The Central Committee of Sudanese Doctors said in a statement that a protester was shot dead today, Thursday, during anti-army protests in the city of Omdurman, adjacent to Khartoum.
Hundreds of protesters came out today in the center of Khartoum, in the Burri neighborhood in the east of the capital, in the city of Omdurman, west of the Nile, in addition to the city of Khartoum North, north of the capital.
Previous protests in Khartoum last May (archive)
The police fired tear gas and used water cannons to disperse the demonstrators in Khartoum. Clashes also occurred between demonstrators and the police.
According to the doctors’ committee, a person died “after being shot scattered in the chest and abdomen. It is likely that he fired a shotgun fired by the coup forces in Omdurman.”
The committee indicated that the death toll from the protests rose to 102 since the start of the regular demonstrations.
And the demonstrations, organized by the neighborhood resistance committees, have continued since the measures taken by the head of the Sovereign Council, Lieutenant-General Abdel Fattah Al-Burhan, on October 25.
Previous protests in Khartoum last May (archive)
Most of the protesters killed so far have been young people. Military commanders promised investigations into the deaths.
This comes as the Vice-President of the Transitional Sovereignty Council, Lieutenant-General Muhammad Hamdan Dagalo, chaired today the first consultative meeting between the Tripartite Military Committee and the Forces for Freedom and Change “National Accord Group” at the Republican Palace.
The official spokesman for the tripartite military committee, Brigadier General Nabil Abdullah Ali, said in a press statement that the meeting comes within the framework of consultations on managing the national dialogue, noting that the meeting was transparent and dominated by a consultative spirit.
He said that the tripartite military committee stressed the need for the dialogue to be comprehensive, and that the purpose of the bilateral meetings that are being held is to listen to the other’s point of view on managing the comprehensive national dialogue.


Exercise: Your answer must be a single number: how many lines of the data include "Disable".

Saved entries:
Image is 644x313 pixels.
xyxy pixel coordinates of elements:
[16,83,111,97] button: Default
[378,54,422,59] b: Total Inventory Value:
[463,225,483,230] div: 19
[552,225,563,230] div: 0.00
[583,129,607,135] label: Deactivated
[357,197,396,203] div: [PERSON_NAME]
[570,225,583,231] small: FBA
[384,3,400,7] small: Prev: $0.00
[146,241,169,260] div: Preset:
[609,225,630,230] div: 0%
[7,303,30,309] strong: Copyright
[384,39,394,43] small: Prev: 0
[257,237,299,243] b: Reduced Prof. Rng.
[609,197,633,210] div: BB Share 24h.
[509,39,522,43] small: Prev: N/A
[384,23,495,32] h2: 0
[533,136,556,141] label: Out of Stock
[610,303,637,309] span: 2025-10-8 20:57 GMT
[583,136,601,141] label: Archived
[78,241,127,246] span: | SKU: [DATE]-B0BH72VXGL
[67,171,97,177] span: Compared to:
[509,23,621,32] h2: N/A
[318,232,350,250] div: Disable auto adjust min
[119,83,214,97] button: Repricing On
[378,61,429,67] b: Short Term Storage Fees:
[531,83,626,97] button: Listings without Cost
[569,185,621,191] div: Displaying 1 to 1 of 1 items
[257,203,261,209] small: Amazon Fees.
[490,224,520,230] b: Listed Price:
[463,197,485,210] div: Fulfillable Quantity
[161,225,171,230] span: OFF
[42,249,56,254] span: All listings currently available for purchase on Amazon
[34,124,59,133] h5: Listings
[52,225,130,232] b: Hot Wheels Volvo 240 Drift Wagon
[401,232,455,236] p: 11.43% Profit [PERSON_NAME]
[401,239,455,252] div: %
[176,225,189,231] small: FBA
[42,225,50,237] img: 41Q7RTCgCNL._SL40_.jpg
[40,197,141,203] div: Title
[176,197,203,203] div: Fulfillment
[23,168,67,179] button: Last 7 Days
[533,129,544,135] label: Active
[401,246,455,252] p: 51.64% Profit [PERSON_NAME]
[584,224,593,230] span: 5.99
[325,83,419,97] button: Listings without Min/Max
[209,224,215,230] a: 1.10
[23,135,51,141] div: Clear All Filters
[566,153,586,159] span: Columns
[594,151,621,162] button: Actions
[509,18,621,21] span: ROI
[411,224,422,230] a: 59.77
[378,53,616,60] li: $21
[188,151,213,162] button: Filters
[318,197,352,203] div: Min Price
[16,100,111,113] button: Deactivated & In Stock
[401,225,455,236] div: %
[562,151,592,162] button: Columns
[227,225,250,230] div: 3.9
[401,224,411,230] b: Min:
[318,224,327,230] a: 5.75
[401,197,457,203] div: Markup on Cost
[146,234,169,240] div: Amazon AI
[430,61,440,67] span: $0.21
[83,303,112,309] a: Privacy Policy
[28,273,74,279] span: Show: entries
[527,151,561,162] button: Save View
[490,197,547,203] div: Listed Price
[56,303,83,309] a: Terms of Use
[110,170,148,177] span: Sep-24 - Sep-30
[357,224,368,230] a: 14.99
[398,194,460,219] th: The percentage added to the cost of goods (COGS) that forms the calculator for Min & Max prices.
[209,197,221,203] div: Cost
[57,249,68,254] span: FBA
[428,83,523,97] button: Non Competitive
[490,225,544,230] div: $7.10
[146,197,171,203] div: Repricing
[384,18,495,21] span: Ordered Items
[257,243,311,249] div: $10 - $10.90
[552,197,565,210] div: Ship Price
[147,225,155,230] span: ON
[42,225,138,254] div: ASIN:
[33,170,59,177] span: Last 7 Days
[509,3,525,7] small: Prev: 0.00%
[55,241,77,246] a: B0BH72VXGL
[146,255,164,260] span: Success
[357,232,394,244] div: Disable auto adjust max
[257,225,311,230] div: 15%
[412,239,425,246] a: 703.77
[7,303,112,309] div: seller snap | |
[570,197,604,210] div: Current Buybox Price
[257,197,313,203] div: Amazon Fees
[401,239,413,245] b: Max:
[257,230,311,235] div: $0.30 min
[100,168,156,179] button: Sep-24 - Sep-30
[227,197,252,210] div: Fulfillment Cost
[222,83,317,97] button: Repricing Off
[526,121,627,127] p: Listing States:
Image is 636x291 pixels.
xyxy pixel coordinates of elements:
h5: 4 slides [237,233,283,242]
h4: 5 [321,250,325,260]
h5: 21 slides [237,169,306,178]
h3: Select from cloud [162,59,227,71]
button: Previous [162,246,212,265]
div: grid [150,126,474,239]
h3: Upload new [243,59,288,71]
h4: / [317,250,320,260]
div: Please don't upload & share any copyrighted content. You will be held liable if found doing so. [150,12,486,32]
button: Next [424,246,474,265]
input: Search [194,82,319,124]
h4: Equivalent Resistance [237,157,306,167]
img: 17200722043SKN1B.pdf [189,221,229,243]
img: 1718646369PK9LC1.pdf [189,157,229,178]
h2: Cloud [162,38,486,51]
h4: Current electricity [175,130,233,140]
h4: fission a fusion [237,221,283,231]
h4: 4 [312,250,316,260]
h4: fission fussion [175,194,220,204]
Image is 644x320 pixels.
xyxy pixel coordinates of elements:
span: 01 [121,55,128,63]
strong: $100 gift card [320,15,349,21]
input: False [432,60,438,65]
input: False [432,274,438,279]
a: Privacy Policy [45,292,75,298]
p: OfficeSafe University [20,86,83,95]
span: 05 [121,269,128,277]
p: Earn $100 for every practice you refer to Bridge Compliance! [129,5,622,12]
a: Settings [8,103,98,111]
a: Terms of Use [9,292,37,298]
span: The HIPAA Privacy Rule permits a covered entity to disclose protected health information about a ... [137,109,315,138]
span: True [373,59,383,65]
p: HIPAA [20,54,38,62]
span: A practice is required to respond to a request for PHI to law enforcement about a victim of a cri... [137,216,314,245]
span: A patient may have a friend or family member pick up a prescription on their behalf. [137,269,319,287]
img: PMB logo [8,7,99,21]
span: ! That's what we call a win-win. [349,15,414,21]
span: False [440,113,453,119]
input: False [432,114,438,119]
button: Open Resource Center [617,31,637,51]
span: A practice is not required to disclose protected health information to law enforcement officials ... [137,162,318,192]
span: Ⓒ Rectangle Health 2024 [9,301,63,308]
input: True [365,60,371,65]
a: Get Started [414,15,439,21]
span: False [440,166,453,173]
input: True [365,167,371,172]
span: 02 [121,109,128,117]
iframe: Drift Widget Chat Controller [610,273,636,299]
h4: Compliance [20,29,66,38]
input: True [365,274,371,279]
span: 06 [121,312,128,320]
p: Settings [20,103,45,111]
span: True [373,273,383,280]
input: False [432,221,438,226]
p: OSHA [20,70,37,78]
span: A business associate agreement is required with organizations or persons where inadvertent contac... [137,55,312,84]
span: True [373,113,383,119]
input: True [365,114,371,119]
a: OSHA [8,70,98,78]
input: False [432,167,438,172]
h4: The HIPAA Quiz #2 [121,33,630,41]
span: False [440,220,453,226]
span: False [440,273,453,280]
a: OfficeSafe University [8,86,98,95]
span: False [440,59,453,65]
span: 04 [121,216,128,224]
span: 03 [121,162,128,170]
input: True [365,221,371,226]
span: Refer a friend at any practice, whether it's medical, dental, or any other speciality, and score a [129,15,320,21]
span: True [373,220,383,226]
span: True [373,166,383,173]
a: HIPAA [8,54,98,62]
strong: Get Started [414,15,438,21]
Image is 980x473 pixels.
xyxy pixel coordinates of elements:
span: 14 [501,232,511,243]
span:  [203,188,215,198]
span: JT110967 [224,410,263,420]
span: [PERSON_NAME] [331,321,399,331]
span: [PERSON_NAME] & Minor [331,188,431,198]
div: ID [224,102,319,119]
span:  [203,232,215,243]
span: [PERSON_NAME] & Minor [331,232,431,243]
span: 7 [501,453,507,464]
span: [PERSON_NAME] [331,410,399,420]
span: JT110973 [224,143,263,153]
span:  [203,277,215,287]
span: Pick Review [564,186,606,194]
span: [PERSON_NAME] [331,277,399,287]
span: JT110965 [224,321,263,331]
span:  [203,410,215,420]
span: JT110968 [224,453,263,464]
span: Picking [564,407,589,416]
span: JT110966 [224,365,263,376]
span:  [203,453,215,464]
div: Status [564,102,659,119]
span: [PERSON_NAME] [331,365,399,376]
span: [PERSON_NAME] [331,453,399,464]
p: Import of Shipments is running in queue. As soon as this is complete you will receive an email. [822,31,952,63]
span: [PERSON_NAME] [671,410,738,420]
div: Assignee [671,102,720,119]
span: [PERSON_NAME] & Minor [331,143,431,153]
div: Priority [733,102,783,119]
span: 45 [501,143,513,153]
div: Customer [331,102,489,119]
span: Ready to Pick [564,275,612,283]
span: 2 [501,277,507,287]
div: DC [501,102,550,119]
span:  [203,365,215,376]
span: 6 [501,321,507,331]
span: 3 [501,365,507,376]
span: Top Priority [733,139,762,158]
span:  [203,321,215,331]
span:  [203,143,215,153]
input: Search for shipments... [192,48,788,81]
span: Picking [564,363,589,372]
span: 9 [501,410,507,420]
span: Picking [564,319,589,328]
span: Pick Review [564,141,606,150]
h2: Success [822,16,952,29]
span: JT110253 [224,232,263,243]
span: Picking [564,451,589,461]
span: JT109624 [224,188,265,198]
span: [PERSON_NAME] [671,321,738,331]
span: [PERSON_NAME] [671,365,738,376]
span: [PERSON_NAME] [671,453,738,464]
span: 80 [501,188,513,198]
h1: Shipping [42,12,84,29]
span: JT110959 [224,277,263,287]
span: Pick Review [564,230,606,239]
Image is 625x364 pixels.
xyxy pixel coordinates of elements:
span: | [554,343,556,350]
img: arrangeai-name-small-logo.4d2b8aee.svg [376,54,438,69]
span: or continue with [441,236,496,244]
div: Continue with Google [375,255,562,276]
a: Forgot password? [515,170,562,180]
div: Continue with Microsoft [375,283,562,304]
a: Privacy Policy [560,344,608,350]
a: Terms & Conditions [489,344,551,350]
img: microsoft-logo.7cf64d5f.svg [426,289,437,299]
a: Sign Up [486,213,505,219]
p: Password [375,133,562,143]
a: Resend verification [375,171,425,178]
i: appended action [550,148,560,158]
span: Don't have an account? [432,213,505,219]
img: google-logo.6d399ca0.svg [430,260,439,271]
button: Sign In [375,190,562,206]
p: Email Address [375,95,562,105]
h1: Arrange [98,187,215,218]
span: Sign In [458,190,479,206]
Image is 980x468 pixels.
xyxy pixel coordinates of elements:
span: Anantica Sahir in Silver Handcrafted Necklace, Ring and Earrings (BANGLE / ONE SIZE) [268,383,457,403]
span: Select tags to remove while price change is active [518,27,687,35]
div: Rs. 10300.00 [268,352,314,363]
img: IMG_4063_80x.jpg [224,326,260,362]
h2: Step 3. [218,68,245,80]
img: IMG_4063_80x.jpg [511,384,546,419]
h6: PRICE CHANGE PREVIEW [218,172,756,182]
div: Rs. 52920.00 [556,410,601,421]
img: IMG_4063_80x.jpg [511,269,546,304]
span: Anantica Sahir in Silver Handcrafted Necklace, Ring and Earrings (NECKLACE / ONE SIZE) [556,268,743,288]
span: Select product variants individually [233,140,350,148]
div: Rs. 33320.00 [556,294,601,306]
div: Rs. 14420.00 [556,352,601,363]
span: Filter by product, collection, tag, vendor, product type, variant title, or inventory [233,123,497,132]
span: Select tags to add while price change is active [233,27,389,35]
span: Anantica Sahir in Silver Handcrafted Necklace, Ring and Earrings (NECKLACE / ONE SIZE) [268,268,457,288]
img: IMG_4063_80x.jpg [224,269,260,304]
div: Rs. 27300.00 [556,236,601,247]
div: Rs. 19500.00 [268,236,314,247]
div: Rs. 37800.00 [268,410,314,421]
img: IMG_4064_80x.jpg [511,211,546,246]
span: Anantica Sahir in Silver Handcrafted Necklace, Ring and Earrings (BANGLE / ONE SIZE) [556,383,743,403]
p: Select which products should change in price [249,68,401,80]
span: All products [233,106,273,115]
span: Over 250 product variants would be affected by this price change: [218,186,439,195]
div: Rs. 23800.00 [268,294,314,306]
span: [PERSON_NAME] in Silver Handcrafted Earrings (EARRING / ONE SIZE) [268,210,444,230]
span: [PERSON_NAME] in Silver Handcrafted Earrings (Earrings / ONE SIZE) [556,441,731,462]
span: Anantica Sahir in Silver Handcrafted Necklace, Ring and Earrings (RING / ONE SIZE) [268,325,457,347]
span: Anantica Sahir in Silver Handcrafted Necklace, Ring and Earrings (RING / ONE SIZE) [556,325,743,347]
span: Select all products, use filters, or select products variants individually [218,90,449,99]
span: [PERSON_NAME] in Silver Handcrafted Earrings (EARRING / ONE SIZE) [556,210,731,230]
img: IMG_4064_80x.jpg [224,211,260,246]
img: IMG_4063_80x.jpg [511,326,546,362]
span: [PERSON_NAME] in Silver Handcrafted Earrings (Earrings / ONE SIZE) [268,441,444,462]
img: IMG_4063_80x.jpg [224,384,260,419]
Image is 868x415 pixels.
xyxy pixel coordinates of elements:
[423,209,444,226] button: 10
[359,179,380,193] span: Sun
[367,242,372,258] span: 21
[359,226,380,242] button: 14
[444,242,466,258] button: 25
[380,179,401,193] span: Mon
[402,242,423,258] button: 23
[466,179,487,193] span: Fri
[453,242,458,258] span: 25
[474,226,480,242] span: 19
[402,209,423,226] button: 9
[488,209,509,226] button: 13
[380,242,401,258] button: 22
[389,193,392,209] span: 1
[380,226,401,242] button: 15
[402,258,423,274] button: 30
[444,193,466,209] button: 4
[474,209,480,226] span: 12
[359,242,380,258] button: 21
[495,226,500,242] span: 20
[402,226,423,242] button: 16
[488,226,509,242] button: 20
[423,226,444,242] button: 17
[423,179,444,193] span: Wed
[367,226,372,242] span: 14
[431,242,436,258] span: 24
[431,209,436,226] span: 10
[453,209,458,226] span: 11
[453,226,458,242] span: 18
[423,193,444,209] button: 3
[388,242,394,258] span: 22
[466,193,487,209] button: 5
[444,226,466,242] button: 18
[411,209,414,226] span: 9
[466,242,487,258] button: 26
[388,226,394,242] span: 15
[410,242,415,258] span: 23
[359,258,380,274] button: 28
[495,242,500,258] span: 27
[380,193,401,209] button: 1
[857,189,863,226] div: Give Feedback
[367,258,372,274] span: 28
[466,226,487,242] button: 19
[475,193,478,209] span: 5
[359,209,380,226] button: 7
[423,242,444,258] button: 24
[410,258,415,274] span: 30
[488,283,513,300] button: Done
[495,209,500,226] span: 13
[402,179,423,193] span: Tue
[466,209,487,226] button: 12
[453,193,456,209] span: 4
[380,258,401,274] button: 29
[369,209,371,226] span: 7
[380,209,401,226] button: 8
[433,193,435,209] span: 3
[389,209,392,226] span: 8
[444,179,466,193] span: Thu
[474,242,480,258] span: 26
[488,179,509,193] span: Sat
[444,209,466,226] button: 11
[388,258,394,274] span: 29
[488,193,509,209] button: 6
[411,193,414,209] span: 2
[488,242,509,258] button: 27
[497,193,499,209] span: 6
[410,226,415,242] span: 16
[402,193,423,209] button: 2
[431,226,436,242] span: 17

Solution to this problem: 2